3 poems
The Boy Soprano
Beneath the bells and tremors of the tower, all the angels are kids,
and all the children serious
with ribbons and horns.
Between the saved and the damned is a wall on fire with saints
and ornamental gold.
The soprano is a boy.
In the casket an uncle,
in his later years, a stranger,
who pulled a coin one Easter from my ear.
I was told he was saved.
I was told no one knows.
If I was speechless, I do not remember.
Then. I do.
Out of nowhere, the silver.
I was breathless.
I was ice.
I was heaven for a moment.
The astonished eye between his fingers.
Staring back.
Two
To each the silence
of impoverishment and that of plenty and the one still bell
in a tower of bells.
And who can tell the one from the other,
the music from the time of day,
what it is our silence prays for.
Bury a man, and still
he speaks.
The silence of a chapel
after a service, it is a silence
like no other.
This much is common.
Bury a woman,
and still the complicity of trees in winter.
One man’s comfort is another’s affliction,
another’s cathedral
empties and fills and empties once again
the silence of shock into that of wonder.
The words of the widower into the speechless child
who will not be consoled.
Cold, sweet, and utterly clear,
the silence of the untouched meal.
Every plate a mirror, every mirror veiled.
A Child’s Guide to Metaphysics
The other side of lamentation is the shape it makes.
Me here, you there. And in the musical phrase,
a little breathing.
None of the tiresome pretense or maxims of appeasement.
The other side of music is always music and dark now
as the music to come. The music to come
,
however named.
Is. Nameless.
The unborn child.
However named.
The other side of a photograph is always alive
and dead and the river in it breathless
.
Silent
as a river was
in the memorial hand
that held the camera.
Look hard enough, and you enter the space
where the river, with its name, began.
Bruce Bond is the author of twenty-two books including, most recently, Black Anthem (Tampa Review Prize, U of Tampa, 2016), Gold Bee (Helen C. Smith Award, Crab Orchard Award, SIU Press, 2016), Sacrum (Four Way, 2017), Blackout Starlight: New and Selected Poems 1997-2015 (L.E. Phillabaum Award, LSU, 2017), Rise and Fall of the Lesser Sun Gods (Elixir Book Prize, Elixir Press, 2018), Dear Reader (Free Verse Editions, 2018), and Frankenstein’s Children (Lost Horse, 2018). Presently he is a Regents Professor of English at University of North Texas.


◆ How to complete this task: What lines in this listing contain the string "load"? Report each one by copying it.

********

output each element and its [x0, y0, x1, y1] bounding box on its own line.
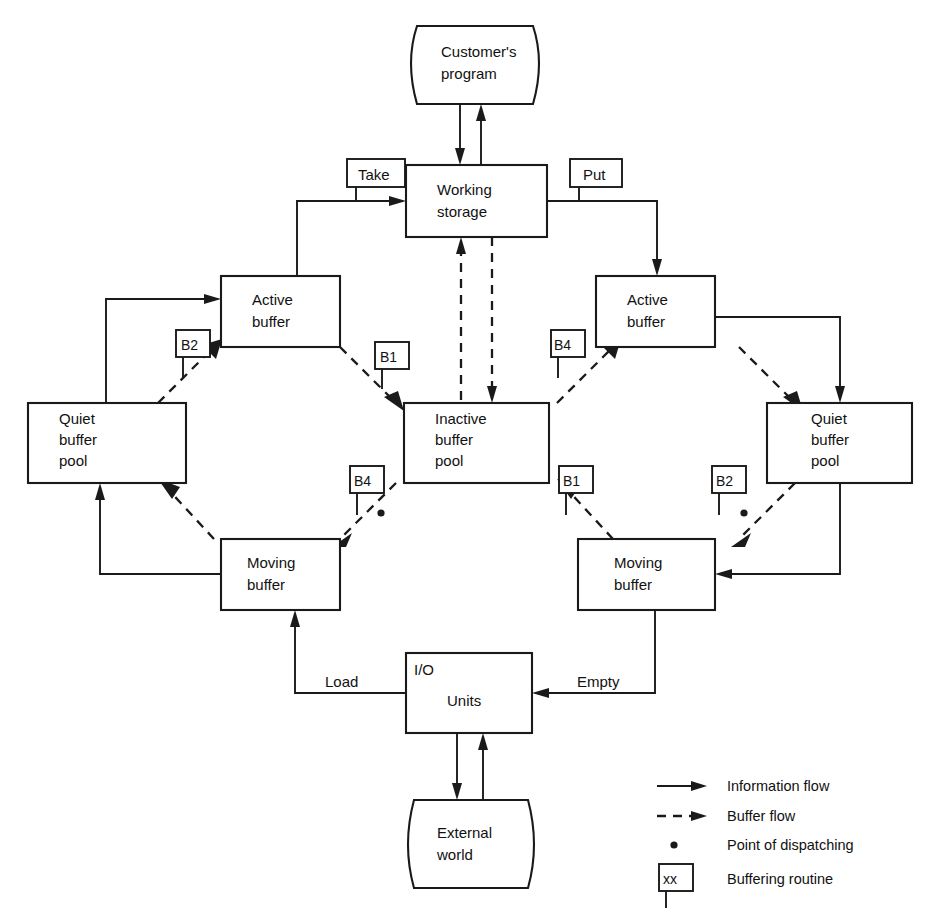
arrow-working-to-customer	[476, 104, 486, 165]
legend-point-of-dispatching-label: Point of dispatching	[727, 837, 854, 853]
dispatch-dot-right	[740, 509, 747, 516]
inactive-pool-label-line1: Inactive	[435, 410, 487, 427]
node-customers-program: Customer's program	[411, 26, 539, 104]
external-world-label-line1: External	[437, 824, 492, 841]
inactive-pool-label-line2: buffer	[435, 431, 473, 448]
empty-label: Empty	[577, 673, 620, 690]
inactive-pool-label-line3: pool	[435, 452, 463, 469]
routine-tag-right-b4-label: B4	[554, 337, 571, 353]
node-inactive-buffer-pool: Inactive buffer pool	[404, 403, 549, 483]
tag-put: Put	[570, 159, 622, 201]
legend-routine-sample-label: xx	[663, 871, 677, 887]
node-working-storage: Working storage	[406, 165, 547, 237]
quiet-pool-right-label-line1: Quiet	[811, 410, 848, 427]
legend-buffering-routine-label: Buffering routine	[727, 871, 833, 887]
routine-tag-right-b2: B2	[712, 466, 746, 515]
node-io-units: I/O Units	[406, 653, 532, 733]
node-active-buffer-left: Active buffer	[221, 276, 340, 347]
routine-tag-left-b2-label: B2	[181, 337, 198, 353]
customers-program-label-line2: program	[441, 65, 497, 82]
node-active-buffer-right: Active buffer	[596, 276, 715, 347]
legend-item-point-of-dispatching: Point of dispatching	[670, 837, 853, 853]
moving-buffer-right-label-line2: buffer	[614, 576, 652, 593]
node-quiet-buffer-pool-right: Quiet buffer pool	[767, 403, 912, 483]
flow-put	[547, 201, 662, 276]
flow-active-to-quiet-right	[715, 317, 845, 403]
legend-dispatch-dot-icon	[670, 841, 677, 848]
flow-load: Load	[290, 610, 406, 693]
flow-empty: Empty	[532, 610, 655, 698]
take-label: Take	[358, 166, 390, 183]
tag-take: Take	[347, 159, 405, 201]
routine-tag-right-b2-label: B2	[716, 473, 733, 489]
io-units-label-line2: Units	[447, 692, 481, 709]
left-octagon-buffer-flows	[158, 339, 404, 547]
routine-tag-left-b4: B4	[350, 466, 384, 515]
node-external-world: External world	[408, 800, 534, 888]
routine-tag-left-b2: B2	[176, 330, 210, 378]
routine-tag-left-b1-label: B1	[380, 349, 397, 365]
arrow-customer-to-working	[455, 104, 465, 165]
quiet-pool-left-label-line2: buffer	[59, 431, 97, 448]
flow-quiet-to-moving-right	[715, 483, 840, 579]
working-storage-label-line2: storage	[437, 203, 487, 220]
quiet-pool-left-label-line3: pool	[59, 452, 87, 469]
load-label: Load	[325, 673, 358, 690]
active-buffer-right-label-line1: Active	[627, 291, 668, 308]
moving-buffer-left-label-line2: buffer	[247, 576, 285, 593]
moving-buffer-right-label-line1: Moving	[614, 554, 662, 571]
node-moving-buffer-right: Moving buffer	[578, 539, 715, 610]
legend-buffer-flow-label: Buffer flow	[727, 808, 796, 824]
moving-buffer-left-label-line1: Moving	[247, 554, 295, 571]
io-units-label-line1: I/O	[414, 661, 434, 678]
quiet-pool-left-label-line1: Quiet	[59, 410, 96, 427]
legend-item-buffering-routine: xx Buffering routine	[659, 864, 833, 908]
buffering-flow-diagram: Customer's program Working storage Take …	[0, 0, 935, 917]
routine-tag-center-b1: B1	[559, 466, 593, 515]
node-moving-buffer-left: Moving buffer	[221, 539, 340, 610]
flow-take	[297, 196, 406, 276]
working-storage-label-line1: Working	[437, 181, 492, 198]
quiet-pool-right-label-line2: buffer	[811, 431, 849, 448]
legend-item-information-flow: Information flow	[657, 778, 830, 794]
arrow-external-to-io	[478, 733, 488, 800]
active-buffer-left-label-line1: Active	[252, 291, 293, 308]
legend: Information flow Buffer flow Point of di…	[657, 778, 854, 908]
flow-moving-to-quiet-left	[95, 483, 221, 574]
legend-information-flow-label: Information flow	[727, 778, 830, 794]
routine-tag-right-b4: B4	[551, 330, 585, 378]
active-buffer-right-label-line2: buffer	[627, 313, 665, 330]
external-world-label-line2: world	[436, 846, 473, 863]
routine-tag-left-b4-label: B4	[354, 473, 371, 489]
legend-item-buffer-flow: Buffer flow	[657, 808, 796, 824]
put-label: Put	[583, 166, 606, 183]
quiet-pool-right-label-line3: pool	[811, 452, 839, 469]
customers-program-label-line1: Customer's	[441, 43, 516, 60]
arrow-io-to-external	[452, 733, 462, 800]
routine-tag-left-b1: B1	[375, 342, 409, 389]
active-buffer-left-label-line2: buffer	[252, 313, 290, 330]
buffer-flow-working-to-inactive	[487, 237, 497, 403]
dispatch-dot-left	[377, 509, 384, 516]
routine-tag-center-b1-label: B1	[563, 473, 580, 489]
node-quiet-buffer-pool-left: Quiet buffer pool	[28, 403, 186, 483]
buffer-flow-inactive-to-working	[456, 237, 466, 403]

********

◆ Result for this task:
flow-load: Load	[290, 610, 406, 693]
load-label: Load	[325, 673, 358, 690]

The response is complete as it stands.